Pyrton's Only Cash Machine Has Strong Personality
Emily CartwrightWhat happens when an official, a roundabout, and a press release walk into a meeting.
Pyrton, the country: Inside The Story
Pyrton, a place in the country (lat 51.65, long -1.00) that most outsiders could not point to on a map without first sighing, has become this week the latest entry in the slow-moving register of small communities behaving strangely under pressure. The single ATM in Pyrton has, over the years, developed what residents describe as a strong personality, including refusing certain customers, accepting others reluctantly, and occasionally just giving advice. According to officials with at least three job titles between them, The bank has not commented. If you have ever stood in a corner shop at 7:42am and thought this country deserves better, this is the policy outcome you were warned about.
What Was Announced
Pothole Czar Lionel Twigge confirmed the position in a statement that ran to four pages and contained one verb. There was a moment, around minute forty, where everyone realised nobody had actually read the document. For more on how this fits the wider pattern, see the long-running thread at London satire that matters: The London Prat, which has been tracking precisely this kind of dispatch for months. The Pyrton announcement, much like the others, came with a glossy PDF, a stock photograph of a footbridge, and the strong sense that nobody had asked for any of this in the first place.
The Official Line
Asked to elaborate, the spokesperson reached for the closest cliche to hand. "We take this issue extremely seriously, which is why we have placed it under another issue." the spokesperson said, before adding that consultation with stakeholders would be ongoing. Useful additional context can be found at The London Prat British satire for purists, which is the sort of background reading the office itself has, in all likelihood, not done. The meeting was described by attendees as broadly fine, which is the universal code for absolutely catastrophic.
Wider Context
Anyone who has ever queued behind a man arguing with a parking meter will recognise the energy. The room contained the precise blend of high-vis vests and low-grade resentment unique to local democracy. Comparable trends have been documented in coverage from World Economic Forum, although Pyrton manages, somehow, to take the pattern one extra and entirely unnecessary step further. Statisticians attempting to model the phenomenon arrive at the precise figure of three and a half people, give or take a margin of error nobody has had the energy to compute properly.
What The Experts Say
Sir Algernon Pippet of the Institute for Looking Concerned in Photographs told this paper that the situation in Pyrton was, on careful reflection, broadly consistent with the broader trajectory of similarly broad trajectories. "We have always been committed to the principle of being committed to principles." the expert observed. Further reading on the academic angle is available via UK satire without the fluff: The London Prat, whose recent material has been preoccupied with much the same set of confusions.
How Residents Reacted
Reaction in Pyrton has been muted in the way that reaction in the country is usually muted, which is to say it has been ferocious in private and tepid in public. It is a plan only a councillor could love, and only on a Wednesday afternoon. For the official version of events, see also Al Jazeera. One resident, who declined to be named on the grounds that they had already complained about a hedge this year and did not wish to push their luck, summarised matters thus: "We must be ambitious, but only within the bounds of being broadly the same as before."
What Comes Next
It carries all the strategic clarity of a man trying to assemble a flat-pack wardrobe at 11pm without the instructions. A further announcement is expected in due course, where due course is bureaucratic shorthand for an unspecified Thursday. The story is being tracked as part of a wider pattern at The London Prat fresh London satire, and the situation in Pyrton, regrettably, is unlikely to improve until somebody invents a press release that improves things, which seems unlikely.
The View From The Ground
Spend any length of time in Pyrton and the rhythm becomes obvious. Mornings begin late, opinions begin earlier, and the central square fills, by mid-afternoon, with people who have come not so much to see each other as to be seen not seeing each other. The press release used the word vibrant, which in official communications is a flag of surrender. Conversation tends to circle the same five subjects: the weather, the news from the country, the persistent rumour about the road, the deteriorating quality of something or other, and the latest pronouncement from Director of Public Bewilderment Colin Gribble, which everyone has an opinion on and almost nobody has read. It is, in its way, the perfect microcosm of how communities of this size operate everywhere in the world, although the residents of Pyrton would object strongly to being called a microcosm of anything.
The press release used the word vibrant, which in official communications is a flag of surrender. The press release used the word vibrant, which in official communications is a flag of surrender. Pyrton carries on as it always has, broadly the same as last week, give or take a verb. The bins are collected when they are collected. The roundabout, where one exists, remains the roundabout. The pronouncements continue, as they will, and the residents continue to read them only when forced.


● **Exercise instructions**
Your task is to write out the full listing once more, exactly.

● **Recorded information**
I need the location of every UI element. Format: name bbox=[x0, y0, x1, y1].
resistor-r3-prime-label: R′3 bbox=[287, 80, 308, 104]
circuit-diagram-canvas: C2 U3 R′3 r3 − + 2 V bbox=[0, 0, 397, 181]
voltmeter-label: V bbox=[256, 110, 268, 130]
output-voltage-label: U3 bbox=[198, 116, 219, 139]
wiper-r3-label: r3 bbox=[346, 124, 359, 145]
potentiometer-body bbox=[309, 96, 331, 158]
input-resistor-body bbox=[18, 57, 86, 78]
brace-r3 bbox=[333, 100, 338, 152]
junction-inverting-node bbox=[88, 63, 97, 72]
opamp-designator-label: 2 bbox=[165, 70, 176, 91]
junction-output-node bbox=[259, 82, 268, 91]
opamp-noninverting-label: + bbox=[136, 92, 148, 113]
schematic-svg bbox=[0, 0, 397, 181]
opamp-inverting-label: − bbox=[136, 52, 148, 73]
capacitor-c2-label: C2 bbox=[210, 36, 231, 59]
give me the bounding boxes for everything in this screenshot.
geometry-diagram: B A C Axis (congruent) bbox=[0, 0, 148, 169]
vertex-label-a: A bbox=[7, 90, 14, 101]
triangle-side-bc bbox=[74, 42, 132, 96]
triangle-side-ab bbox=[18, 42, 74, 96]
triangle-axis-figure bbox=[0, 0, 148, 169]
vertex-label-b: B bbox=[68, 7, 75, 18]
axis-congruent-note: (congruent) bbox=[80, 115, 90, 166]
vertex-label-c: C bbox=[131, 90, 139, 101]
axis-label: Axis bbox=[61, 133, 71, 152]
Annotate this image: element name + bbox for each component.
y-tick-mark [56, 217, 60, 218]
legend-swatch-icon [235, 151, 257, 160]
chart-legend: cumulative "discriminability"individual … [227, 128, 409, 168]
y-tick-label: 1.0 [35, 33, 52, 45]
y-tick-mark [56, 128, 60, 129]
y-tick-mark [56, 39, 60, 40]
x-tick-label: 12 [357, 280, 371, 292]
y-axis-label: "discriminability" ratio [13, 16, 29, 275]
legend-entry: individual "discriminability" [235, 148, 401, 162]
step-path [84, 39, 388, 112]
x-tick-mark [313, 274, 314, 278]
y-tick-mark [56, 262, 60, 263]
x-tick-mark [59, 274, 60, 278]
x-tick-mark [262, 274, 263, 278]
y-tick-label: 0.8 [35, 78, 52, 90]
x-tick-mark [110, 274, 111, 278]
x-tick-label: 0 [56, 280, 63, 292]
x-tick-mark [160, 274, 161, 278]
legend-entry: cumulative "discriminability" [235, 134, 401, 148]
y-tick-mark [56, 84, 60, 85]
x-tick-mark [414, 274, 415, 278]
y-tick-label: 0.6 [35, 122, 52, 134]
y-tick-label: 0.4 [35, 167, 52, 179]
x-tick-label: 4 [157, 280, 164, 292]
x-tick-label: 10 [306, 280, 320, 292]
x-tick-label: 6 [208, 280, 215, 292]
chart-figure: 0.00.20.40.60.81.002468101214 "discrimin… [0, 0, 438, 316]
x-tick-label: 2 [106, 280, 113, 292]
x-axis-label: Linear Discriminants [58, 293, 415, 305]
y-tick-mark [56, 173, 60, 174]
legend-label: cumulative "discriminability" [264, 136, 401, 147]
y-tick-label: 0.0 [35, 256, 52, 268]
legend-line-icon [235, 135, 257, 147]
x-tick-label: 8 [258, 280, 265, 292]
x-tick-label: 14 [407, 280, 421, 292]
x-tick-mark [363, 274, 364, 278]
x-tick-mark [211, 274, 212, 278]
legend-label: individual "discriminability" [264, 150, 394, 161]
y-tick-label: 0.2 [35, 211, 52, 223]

● **Solved problem**
I need the location of every UI element. Format: name bbox=[x0, y0, x1, y1].
resistor-r3-prime-label: R′3 bbox=[287, 80, 308, 104]
circuit-diagram-canvas: C2 U3 R′3 r3 − + 2 V bbox=[0, 0, 397, 181]
voltmeter-label: V bbox=[256, 110, 268, 130]
output-voltage-label: U3 bbox=[198, 116, 219, 139]
wiper-r3-label: r3 bbox=[346, 124, 359, 145]
potentiometer-body bbox=[309, 96, 331, 158]
input-resistor-body bbox=[18, 57, 86, 78]
brace-r3 bbox=[333, 100, 338, 152]
junction-inverting-node bbox=[88, 63, 97, 72]
opamp-designator-label: 2 bbox=[165, 70, 176, 91]
junction-output-node bbox=[259, 82, 268, 91]
opamp-noninverting-label: + bbox=[136, 92, 148, 113]
schematic-svg bbox=[0, 0, 397, 181]
opamp-inverting-label: − bbox=[136, 52, 148, 73]
capacitor-c2-label: C2 bbox=[210, 36, 231, 59]
give me the bounding boxes for everything in this screenshot.
geometry-diagram: B A C Axis (congruent) bbox=[0, 0, 148, 169]
vertex-label-a: A bbox=[7, 90, 14, 101]
triangle-side-bc bbox=[74, 42, 132, 96]
triangle-side-ab bbox=[18, 42, 74, 96]
triangle-axis-figure bbox=[0, 0, 148, 169]
vertex-label-b: B bbox=[68, 7, 75, 18]
axis-congruent-note: (congruent) bbox=[80, 115, 90, 166]
vertex-label-c: C bbox=[131, 90, 139, 101]
axis-label: Axis bbox=[61, 133, 71, 152]
Annotate this image: element name + bbox for each component.
y-tick-mark [56, 217, 60, 218]
legend-swatch-icon [235, 151, 257, 160]
chart-legend: cumulative "discriminability"individual … [227, 128, 409, 168]
y-tick-label: 1.0 [35, 33, 52, 45]
y-tick-mark [56, 128, 60, 129]
y-tick-mark [56, 39, 60, 40]
x-tick-label: 12 [357, 280, 371, 292]
y-axis-label: "discriminability" ratio [13, 16, 29, 275]
legend-entry: individual "discriminability" [235, 148, 401, 162]
step-path [84, 39, 388, 112]
x-tick-mark [313, 274, 314, 278]
y-tick-mark [56, 262, 60, 263]
x-tick-mark [59, 274, 60, 278]
x-tick-mark [262, 274, 263, 278]
y-tick-label: 0.8 [35, 78, 52, 90]
x-tick-mark [110, 274, 111, 278]
x-tick-label: 0 [56, 280, 63, 292]
x-tick-mark [160, 274, 161, 278]
legend-entry: cumulative "discriminability" [235, 134, 401, 148]
y-tick-mark [56, 84, 60, 85]
x-tick-mark [414, 274, 415, 278]
y-tick-label: 0.6 [35, 122, 52, 134]
y-tick-label: 0.4 [35, 167, 52, 179]
x-tick-label: 4 [157, 280, 164, 292]
x-tick-label: 10 [306, 280, 320, 292]
x-tick-label: 6 [208, 280, 215, 292]
chart-figure: 0.00.20.40.60.81.002468101214 "discrimin… [0, 0, 438, 316]
x-tick-label: 2 [106, 280, 113, 292]
x-axis-label: Linear Discriminants [58, 293, 415, 305]
y-tick-mark [56, 173, 60, 174]
legend-label: cumulative "discriminability" [264, 136, 401, 147]
y-tick-label: 0.0 [35, 256, 52, 268]
legend-line-icon [235, 135, 257, 147]
x-tick-label: 8 [258, 280, 265, 292]
x-tick-label: 14 [407, 280, 421, 292]
x-tick-mark [363, 274, 364, 278]
x-tick-mark [211, 274, 212, 278]
legend-label: individual "discriminability" [264, 150, 394, 161]
y-tick-label: 0.2 [35, 211, 52, 223]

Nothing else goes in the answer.